Information Technology Governance, IT Governance or ICT Governance, is a subset discipline of Corporate Governance focused on information technology (IT) systems and their performance and risk management. The rising interest in IT governance is partly due to compliance initiatives (e.g. Sarbanes-Oxley (USA) and Basel II (Europe)), as well as the acknowledgment that IT projects can easily get out of control and profoundly affect the performance of an organization.
A characteristic theme of IT governance discussions is that the IT capability can no longer be a black box. The traditional handling of IT management by board-level executives is that due to limited technical experience and IT complexity, key decisions are deferred to IT professionals. IT governance implies a system in which all stakeholders, including the board, internal customers and related areas such as finance, have the necessary input into the decision making process. This prevents a single stakeholder, typically IT, being blamed for poor decisions. It also prevents users from later complaining that the system does not behave or perform as expected:
- A board needs to understand the overall architecture of its company's IT applications portfolio … The board must ensure that management knows what information resources are out there, what condition they are in, and what role they play in generating revenue… [1]
Definitions
There are narrower and broader definitions of IT governance. Weill and Ross focus on "Specifying the decision rights and accountability framework to encourage desirable behaviour in the use of IT."[2]
In contrast, the IT Governance Institute expands the definition to include underpinning mechanisms: "… the leadership and organisational structures and processes that ensure that the organisation’s IT sustains and extends the organisation’s strategies and objectives. [3]
While AS8015, the Australian Standard for Corporate Governance of ICT, defines Corporate Governance of ICT as "The system by which the current and future use of ICT is directed and controlled. It involves evaluating and directing the plans for the use of ICT to support the organisation and monitoring this use to achieve plans. It includes the strategy and policies for using ICT within an organisation."
Background
The discipline of information technology governance derives from corporate governance and deals primarily with the connection between business focus and IT management of an organization. It highlights the importance of IT related matters in contemporary organizations and states that strategic IT decisions should be owned by the corporate board, rather than by the chief information officer or other IT managers.
The primary goals for information technology governance are to (1) assure that the investments in IT generate business value, and (2) mitigate the risks that are associated with IT. This can be done by implementing an organizational structure with well-defined roles for the responsibility of information, business processes, applications, infrastructure, etc.
Decision rights are a key concern of IT governance, being the primary topic of the book by that name by Weill and Ross.[4] According to Weill and Ross, depending on the size, business scope, and IT maturity of an organization, either centralized, decentralized or federated models of responsibility for dealing with strategic IT matters are suggested. In this view, the well defined control of IT is the key to success.

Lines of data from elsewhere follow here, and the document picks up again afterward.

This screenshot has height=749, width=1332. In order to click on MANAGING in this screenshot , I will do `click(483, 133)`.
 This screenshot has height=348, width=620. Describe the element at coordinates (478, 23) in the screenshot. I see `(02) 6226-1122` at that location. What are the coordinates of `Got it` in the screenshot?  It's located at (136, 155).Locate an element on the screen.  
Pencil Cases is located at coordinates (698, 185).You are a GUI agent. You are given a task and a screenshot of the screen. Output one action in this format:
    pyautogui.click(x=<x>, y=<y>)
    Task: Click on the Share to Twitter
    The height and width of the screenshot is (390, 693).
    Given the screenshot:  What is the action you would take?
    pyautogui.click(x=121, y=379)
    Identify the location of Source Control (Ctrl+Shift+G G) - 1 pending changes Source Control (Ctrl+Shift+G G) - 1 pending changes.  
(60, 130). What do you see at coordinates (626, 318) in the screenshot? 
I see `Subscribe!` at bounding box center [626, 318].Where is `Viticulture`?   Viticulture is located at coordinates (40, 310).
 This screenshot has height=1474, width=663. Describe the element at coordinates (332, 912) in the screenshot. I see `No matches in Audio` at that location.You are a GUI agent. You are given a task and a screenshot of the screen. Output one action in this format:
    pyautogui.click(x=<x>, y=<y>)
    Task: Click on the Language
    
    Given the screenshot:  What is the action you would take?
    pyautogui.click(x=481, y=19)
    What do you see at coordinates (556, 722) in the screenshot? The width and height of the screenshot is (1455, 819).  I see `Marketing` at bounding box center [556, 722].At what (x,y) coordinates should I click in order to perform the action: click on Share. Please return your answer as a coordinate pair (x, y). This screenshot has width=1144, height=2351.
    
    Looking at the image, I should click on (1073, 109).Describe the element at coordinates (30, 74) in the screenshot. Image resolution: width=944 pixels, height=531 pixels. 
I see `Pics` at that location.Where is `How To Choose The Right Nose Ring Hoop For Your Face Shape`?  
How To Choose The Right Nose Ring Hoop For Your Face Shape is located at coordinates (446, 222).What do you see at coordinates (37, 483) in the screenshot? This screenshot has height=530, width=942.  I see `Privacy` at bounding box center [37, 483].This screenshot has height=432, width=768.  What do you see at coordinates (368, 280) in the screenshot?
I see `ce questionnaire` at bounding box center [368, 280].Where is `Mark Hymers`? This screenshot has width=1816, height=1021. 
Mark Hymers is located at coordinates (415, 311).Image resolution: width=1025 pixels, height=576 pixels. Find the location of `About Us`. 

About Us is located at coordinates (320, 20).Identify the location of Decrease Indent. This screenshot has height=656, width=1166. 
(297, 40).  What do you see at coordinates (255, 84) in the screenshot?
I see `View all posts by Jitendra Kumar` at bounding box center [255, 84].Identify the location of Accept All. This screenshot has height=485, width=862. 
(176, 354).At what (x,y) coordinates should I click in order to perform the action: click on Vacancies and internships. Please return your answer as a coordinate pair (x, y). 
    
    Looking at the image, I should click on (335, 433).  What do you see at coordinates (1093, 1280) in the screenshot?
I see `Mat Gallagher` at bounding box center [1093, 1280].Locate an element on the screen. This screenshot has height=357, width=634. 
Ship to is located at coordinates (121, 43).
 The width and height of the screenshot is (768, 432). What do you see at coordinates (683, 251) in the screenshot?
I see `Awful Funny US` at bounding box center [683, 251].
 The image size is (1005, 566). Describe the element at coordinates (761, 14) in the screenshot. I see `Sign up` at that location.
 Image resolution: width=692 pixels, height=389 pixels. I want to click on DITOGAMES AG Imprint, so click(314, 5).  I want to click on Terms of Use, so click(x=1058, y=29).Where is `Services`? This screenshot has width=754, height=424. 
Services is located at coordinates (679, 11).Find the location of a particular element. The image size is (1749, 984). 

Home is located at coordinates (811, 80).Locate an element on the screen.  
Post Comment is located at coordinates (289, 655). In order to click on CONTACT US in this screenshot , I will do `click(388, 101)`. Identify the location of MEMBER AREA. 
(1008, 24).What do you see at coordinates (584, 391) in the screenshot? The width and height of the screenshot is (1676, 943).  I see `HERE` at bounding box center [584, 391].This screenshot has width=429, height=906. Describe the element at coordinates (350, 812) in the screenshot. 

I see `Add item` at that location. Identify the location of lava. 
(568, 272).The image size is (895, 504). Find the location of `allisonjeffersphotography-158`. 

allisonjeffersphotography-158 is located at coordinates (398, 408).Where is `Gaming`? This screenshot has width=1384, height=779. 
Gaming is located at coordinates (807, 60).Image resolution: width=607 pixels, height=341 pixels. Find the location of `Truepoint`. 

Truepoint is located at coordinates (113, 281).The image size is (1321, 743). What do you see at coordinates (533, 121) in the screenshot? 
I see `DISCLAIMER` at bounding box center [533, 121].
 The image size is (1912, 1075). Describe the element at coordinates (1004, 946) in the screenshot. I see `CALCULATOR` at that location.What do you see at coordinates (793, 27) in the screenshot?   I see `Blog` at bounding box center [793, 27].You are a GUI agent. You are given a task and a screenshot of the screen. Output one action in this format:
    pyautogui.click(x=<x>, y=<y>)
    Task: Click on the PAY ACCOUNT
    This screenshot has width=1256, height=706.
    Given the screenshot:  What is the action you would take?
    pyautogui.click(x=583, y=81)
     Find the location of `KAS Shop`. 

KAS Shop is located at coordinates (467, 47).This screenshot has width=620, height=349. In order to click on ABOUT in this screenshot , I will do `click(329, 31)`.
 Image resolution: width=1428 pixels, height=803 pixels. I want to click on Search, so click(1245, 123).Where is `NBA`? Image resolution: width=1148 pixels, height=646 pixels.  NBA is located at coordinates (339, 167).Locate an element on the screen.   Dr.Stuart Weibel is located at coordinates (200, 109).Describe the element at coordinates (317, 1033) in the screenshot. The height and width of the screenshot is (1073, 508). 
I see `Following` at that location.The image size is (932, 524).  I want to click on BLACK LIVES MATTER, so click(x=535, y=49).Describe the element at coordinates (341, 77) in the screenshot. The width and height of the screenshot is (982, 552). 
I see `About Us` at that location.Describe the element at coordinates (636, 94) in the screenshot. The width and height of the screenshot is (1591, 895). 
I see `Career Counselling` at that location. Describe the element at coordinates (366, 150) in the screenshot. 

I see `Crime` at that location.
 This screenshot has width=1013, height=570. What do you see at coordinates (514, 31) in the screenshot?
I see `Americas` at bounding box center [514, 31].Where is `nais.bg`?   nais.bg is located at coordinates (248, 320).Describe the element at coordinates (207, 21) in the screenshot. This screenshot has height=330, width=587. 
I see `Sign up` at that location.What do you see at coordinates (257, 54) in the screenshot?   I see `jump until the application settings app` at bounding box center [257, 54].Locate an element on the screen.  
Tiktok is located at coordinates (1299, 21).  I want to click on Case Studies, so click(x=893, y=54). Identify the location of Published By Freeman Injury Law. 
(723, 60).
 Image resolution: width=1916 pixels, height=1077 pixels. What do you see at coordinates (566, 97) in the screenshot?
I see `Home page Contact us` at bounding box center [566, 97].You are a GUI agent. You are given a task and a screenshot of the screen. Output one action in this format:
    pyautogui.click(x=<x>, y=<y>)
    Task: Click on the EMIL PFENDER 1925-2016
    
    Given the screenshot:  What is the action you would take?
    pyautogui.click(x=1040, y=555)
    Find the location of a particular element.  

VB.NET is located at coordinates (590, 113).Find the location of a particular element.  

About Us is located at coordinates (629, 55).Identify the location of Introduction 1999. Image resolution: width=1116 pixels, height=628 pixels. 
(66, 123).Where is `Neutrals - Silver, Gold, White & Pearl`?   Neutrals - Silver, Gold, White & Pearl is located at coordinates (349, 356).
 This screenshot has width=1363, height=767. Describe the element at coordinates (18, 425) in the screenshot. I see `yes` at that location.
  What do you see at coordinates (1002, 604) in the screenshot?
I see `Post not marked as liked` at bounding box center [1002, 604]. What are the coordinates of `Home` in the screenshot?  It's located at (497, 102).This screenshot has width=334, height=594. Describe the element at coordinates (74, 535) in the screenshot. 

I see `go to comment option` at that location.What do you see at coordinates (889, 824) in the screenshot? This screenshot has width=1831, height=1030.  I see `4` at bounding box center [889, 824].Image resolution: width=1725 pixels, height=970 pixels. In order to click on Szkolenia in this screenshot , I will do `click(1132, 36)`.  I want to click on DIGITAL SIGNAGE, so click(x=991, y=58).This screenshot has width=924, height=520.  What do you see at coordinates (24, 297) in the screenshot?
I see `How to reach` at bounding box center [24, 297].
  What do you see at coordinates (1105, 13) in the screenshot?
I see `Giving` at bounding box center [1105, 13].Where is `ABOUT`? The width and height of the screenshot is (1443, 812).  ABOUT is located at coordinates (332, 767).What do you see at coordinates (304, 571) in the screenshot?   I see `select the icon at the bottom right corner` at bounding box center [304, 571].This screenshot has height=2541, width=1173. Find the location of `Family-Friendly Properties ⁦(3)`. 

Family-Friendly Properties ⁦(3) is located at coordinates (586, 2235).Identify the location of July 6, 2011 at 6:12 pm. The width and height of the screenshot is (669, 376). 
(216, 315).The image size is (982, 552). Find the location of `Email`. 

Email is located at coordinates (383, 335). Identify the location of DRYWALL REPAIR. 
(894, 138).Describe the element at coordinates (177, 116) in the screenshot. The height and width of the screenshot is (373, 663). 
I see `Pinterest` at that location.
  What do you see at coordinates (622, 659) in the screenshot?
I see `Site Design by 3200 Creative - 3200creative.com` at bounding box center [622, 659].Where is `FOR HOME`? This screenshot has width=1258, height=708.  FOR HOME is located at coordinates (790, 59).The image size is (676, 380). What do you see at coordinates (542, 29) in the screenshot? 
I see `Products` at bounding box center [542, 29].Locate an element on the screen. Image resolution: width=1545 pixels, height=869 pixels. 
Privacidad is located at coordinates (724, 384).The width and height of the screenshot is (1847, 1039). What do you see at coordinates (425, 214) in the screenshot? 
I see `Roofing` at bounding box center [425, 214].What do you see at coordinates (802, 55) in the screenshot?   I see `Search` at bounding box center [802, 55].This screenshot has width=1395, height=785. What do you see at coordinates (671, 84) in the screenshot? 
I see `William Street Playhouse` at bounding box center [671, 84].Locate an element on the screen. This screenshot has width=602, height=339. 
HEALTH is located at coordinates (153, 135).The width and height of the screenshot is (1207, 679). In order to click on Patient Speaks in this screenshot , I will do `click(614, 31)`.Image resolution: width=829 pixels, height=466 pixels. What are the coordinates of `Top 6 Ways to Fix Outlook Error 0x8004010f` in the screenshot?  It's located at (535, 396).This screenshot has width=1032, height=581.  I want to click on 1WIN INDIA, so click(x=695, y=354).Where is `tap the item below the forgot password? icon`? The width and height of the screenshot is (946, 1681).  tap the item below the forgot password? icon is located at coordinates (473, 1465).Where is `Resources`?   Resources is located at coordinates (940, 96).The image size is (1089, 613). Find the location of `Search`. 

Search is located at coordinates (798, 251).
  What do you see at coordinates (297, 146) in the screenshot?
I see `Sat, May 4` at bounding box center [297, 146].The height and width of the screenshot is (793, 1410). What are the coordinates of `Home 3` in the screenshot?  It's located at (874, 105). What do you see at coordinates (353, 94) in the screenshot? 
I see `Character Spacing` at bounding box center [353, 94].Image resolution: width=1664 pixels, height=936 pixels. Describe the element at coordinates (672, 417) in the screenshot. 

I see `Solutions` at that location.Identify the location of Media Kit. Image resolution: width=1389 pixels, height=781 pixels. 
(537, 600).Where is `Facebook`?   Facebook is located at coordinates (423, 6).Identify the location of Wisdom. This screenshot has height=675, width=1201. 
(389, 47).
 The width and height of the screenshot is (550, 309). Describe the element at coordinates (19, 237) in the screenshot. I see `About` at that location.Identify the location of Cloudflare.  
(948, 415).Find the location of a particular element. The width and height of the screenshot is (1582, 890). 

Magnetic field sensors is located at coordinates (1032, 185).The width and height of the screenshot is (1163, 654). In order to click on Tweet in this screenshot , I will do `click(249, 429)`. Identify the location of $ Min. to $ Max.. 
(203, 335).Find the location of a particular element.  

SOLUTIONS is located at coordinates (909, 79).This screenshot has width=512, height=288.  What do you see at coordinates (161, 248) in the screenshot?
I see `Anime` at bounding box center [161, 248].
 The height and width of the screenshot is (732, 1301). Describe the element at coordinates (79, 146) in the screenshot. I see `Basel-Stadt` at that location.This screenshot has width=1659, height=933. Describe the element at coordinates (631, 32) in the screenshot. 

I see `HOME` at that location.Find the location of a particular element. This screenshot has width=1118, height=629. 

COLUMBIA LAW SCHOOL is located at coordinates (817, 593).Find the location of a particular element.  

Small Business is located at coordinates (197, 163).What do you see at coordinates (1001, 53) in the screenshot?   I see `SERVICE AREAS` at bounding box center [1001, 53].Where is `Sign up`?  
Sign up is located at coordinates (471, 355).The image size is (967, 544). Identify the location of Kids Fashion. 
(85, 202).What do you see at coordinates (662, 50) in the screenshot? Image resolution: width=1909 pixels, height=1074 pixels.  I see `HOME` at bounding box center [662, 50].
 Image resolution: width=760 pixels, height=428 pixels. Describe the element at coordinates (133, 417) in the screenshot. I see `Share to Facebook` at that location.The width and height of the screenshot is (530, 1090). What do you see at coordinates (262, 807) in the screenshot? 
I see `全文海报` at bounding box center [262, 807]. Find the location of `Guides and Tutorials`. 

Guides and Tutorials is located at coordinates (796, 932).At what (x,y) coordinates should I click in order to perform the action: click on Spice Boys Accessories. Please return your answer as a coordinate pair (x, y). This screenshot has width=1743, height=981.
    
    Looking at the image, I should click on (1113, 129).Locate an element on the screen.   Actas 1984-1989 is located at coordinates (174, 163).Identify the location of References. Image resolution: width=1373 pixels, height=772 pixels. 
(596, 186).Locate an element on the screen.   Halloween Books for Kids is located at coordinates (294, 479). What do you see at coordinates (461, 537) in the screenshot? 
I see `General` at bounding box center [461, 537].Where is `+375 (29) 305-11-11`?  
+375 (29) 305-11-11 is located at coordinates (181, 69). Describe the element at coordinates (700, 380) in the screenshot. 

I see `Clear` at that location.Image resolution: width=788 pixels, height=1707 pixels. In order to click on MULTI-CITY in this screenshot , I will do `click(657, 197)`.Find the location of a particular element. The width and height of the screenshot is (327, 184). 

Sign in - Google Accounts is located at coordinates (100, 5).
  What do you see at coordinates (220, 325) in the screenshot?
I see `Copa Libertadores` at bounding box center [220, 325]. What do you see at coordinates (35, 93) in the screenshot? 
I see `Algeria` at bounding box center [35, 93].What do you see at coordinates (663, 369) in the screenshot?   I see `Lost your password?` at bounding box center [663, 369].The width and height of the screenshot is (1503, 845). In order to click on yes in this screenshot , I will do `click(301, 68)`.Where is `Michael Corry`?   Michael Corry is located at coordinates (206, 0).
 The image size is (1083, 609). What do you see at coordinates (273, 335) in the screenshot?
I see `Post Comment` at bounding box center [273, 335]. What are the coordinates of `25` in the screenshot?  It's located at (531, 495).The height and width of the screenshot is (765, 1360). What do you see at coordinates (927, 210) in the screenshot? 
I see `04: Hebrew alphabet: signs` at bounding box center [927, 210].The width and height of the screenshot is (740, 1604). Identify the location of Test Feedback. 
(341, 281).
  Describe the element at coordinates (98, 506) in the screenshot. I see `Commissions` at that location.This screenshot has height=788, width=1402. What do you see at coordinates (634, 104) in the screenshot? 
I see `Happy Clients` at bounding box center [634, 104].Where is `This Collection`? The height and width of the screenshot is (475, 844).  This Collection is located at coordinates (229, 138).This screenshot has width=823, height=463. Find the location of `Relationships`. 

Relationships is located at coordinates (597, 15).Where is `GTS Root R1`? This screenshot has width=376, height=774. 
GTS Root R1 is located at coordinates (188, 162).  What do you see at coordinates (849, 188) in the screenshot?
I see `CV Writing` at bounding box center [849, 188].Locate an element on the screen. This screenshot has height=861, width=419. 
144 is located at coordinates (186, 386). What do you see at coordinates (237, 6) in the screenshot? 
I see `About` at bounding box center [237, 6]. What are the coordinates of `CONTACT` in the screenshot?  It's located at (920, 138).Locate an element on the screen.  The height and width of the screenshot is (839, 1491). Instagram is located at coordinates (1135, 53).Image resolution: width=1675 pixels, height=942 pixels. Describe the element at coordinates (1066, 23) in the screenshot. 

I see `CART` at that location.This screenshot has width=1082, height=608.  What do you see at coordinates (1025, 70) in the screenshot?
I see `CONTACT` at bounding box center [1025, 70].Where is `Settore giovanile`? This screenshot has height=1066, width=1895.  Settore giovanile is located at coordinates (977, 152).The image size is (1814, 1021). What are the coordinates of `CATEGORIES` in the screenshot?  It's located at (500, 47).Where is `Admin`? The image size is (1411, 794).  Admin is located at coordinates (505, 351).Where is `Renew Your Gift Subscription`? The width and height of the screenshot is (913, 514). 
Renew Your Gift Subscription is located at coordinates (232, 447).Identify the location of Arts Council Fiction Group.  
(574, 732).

After the widely reported collapse of Enron in 2000, and the alleged problems within Arthur Andersen and WorldCom, the duties and responsibilities of the boards of directors for public and privately held corporations were questioned. As a response to this, and to attempt to prevent similar problems from happening again, the US Sarbanes-Oxley Act was written to stress the importance of business control and auditing. Sarbanes-Oxley and Basel-II in Europe have been catalysts for the development of the discipline of information technology governance since the early 2000s. However, the concerns of Sarbanes Oxley (in particular Section 404) have less to do with IT decision rights as discussed by Weill and Ross, and more to do with operational control processes such as Change management.
Following Corporate Collapses in Australia around the same time, working groups were established to develop standards for Corporate Governance. A series of Australian Standards for Corporate Governance were published in 2003, these were:
- Good Governance Principles (AS8000)
- Fraud and Corruption Control (AS8001)
- Organisational Codes of Conduct (AS8002)
- Corporate Social Responsibility (AS8003)
- Whistle Blower protection programs (AS8004)
In 2005, AS8015 Corporate Governance of ICT was published.